This version is captioned, a non-captioned version can be seen here.
Dramatising this book for the stage wasn’t easy. We adopted numerous strategies one of which was occasionally to have each of the four actors personify one of the four humours – in a non-naff way.
Traces of that approach can be found in this episode, where we learn how melancholy manifests itself in the behaviour of individuals whose conditions are brought on by an imbalance in each of the four humours. This leads to a petty squabble over whose humour is ‘coolest’, or associated with the most notable figures from history.
Later we see enacted the peculiar tale of ‘an advocate of Paris’. Burton relates this far fetched story as evidence for the effects of ‘melancholy itself adust’ and yet immediately afterwards notes that it is fraom a play. For us this appears to be a clash between ‘truth’ and ‘fiction’ but Mary Ann Lund, from the University of Leicester, reassures us that this division wasn’t so sharp in Burton’s days. Medics would write books describing cases they’d treated alongside those they’d heard tell of. Such notes from famous medics were often published and Burton quotes from them liberally. Such tales may not have entirely met the standards of our British Medical Journal.
Love Melancholy fills much of the book’s third partition (which we don’t take on in this series, but did in our play). Lots of ‘evidence’ Burton uses in his study of Love Melancholy is drawn from works of fiction but again Mary Ann defends him, if as Burton believes melancholy is in part a disease of the imaginatio,n why shouldn’t it be studied using imaginative sources?
There is a certain sense to line of argument I suppose, authors reflect on the human experience of love and use that as the basis for writing their fiction, thus lived ‘truth’ and ‘written’ fiction are comingled. However, this approach does bring to mind Freud referencing classical mythology alongside his own case studies and I’ve long thought this works to be absolute hokum.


**EXERCISE DETAILS**
If a line in the data below includes the string "sight", please return a copy of it.

──────────

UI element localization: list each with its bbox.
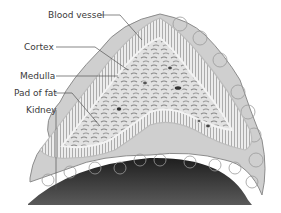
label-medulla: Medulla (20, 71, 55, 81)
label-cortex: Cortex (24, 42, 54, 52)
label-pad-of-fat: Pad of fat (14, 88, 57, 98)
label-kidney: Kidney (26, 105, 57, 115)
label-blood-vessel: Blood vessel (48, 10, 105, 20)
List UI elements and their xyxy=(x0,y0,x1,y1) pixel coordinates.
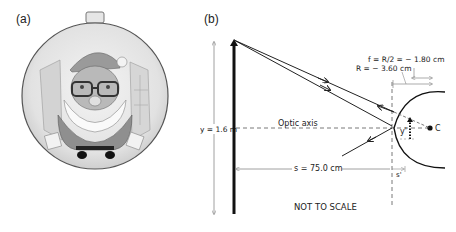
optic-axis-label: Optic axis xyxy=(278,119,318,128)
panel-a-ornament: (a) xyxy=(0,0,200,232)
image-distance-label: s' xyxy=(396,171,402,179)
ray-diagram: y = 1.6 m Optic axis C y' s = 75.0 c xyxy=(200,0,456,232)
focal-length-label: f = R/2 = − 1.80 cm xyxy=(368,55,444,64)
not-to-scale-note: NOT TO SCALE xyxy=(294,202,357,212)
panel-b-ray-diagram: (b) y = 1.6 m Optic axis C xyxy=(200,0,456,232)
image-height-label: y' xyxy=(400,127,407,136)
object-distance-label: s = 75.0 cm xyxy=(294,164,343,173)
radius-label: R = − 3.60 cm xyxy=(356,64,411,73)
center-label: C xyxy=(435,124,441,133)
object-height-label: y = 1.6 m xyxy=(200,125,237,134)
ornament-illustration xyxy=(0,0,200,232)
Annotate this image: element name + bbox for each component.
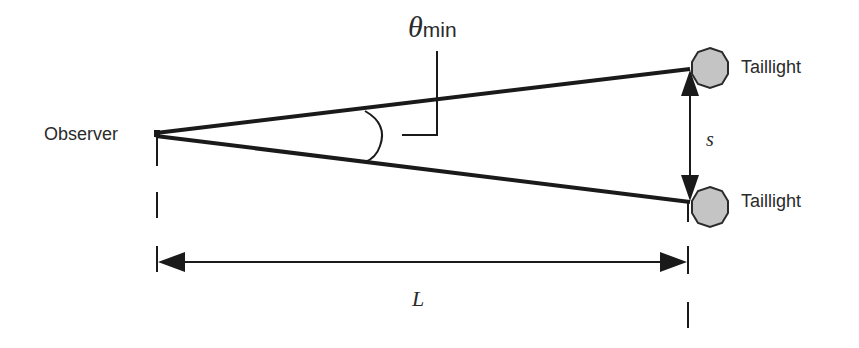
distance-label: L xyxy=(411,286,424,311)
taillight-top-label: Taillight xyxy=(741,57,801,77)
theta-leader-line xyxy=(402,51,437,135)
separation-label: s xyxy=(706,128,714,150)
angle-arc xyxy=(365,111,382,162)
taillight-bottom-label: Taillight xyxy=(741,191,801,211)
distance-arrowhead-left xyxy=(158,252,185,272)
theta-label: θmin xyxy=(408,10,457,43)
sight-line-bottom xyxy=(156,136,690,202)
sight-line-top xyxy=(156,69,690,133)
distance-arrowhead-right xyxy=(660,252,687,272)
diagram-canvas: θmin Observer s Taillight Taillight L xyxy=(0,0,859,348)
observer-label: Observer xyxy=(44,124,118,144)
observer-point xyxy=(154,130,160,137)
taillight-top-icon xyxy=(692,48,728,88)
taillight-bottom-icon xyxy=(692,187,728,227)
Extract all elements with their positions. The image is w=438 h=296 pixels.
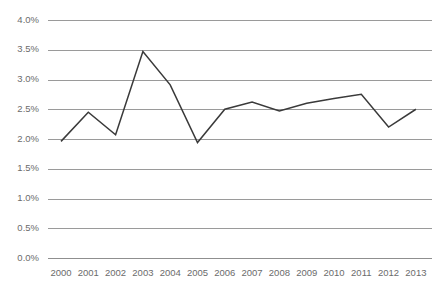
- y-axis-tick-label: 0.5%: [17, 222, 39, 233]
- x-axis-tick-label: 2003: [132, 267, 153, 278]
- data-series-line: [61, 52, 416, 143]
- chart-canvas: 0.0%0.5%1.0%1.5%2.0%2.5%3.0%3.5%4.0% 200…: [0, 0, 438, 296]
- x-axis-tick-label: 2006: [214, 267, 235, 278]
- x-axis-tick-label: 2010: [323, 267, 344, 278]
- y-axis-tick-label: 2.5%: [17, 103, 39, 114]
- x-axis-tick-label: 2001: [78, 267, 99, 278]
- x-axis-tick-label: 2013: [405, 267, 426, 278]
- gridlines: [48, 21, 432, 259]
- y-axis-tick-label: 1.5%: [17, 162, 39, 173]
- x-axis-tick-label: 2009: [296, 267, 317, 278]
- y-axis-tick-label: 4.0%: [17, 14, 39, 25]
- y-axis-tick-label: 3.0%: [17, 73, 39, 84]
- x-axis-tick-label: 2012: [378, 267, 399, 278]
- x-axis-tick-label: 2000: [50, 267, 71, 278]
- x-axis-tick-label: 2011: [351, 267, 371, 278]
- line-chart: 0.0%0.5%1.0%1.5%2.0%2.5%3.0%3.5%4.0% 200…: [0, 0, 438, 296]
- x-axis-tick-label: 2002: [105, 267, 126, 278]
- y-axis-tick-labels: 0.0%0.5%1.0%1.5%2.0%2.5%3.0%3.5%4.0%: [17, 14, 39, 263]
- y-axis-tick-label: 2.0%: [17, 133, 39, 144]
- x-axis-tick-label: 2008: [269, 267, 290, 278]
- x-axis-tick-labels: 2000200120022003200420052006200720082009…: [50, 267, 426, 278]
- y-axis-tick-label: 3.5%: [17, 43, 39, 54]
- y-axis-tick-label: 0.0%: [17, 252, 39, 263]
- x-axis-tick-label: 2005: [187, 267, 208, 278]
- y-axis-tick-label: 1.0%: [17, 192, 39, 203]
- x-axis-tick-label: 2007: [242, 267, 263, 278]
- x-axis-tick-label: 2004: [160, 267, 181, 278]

──────────

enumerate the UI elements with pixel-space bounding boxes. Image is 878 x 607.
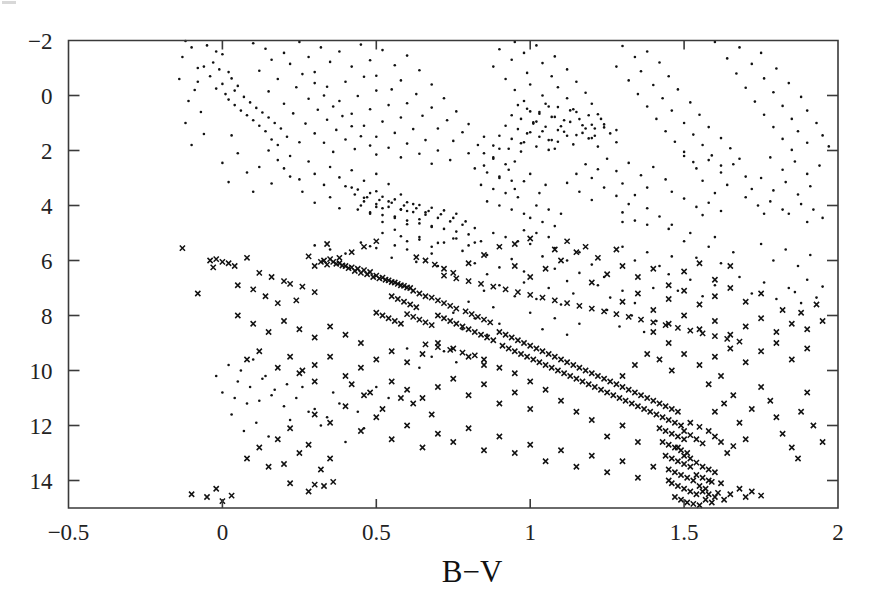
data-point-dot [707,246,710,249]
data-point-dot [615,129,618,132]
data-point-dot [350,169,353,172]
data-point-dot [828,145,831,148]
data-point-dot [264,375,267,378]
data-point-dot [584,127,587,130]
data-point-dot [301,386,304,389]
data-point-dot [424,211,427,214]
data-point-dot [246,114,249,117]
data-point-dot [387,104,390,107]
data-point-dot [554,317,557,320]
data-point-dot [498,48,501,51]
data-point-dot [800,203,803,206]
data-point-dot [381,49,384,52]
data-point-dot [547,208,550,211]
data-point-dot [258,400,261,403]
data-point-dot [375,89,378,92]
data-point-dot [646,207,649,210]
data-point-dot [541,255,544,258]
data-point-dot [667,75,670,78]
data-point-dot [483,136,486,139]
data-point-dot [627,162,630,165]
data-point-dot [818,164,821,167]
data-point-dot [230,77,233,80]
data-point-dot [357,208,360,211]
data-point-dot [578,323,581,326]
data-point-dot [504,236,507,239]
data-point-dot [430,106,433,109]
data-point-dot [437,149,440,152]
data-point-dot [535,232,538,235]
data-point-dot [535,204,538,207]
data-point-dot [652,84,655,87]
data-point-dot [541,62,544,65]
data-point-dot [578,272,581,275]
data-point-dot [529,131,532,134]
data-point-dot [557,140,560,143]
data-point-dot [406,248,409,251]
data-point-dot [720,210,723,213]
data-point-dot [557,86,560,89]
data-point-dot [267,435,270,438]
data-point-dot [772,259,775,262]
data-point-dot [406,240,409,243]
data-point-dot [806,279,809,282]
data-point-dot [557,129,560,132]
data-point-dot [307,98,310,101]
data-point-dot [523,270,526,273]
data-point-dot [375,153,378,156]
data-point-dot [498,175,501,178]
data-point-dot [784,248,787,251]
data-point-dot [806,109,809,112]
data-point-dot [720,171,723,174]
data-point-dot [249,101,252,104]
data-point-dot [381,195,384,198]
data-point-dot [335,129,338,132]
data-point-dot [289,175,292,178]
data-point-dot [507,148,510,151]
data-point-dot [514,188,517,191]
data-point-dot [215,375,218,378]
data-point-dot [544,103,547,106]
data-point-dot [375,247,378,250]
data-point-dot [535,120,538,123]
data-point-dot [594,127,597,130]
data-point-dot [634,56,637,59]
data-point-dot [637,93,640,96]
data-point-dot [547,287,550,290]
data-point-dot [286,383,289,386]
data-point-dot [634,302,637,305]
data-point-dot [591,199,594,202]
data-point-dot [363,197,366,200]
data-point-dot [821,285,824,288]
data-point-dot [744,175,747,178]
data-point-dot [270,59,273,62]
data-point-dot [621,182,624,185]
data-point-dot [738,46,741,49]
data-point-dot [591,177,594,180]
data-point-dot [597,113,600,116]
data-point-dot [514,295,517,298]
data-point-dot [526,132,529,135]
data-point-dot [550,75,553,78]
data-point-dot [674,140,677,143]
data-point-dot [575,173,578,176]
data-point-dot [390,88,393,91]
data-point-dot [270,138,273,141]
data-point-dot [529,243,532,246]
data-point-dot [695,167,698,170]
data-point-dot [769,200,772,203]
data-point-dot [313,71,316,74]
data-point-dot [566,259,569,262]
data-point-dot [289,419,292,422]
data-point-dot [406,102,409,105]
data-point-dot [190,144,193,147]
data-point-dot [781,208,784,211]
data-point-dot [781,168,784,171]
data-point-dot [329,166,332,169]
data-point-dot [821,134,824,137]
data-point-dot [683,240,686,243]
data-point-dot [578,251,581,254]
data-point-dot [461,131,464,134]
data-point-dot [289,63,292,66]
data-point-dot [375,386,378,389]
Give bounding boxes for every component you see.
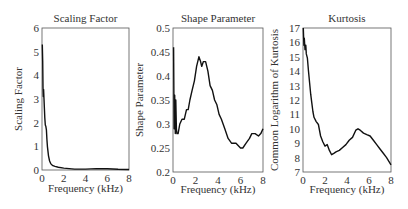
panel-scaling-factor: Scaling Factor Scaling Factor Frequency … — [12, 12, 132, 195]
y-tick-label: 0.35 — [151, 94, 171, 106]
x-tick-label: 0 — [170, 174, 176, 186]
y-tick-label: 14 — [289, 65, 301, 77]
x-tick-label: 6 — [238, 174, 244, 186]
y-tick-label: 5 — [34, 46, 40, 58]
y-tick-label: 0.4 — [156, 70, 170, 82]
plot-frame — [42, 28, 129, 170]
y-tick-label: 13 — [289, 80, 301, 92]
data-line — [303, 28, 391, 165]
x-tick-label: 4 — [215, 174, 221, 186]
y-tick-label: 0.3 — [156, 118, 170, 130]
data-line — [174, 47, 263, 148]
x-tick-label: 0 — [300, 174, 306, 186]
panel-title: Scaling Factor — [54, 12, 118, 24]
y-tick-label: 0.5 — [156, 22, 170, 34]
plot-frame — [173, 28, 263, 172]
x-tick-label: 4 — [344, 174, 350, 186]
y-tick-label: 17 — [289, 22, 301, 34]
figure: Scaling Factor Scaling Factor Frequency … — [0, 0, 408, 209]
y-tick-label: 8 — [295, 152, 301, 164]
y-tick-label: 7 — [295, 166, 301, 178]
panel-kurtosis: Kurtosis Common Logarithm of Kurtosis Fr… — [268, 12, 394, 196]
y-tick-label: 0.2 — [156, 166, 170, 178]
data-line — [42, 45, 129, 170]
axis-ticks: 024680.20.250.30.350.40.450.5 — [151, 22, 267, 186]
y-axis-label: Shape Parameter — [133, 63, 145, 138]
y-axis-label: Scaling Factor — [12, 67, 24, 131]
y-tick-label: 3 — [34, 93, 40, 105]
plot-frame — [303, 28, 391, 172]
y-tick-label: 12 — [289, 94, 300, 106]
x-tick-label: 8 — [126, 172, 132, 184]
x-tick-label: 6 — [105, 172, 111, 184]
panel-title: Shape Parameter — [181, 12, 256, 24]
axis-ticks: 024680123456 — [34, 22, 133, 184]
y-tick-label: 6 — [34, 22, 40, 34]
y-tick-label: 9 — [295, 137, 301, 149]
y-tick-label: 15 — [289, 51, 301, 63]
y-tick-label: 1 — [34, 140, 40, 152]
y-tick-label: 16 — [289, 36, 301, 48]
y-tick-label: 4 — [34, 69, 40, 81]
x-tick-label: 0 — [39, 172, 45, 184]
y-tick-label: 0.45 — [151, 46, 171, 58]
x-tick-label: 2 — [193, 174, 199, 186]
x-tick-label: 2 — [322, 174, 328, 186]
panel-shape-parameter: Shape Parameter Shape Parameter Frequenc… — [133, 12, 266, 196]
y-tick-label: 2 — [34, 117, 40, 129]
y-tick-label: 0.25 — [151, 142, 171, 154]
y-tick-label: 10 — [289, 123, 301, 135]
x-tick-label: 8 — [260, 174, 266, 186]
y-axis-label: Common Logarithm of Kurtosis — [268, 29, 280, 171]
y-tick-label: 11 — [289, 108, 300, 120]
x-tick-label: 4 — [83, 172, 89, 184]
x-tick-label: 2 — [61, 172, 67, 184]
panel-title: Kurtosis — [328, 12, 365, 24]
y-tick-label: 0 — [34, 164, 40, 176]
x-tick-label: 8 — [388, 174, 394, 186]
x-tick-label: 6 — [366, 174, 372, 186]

──────────

**RESPONSE TO THIS TASK**
sight-line-bottom xyxy=(156,136,690,202)
sight-line-top xyxy=(156,69,690,133)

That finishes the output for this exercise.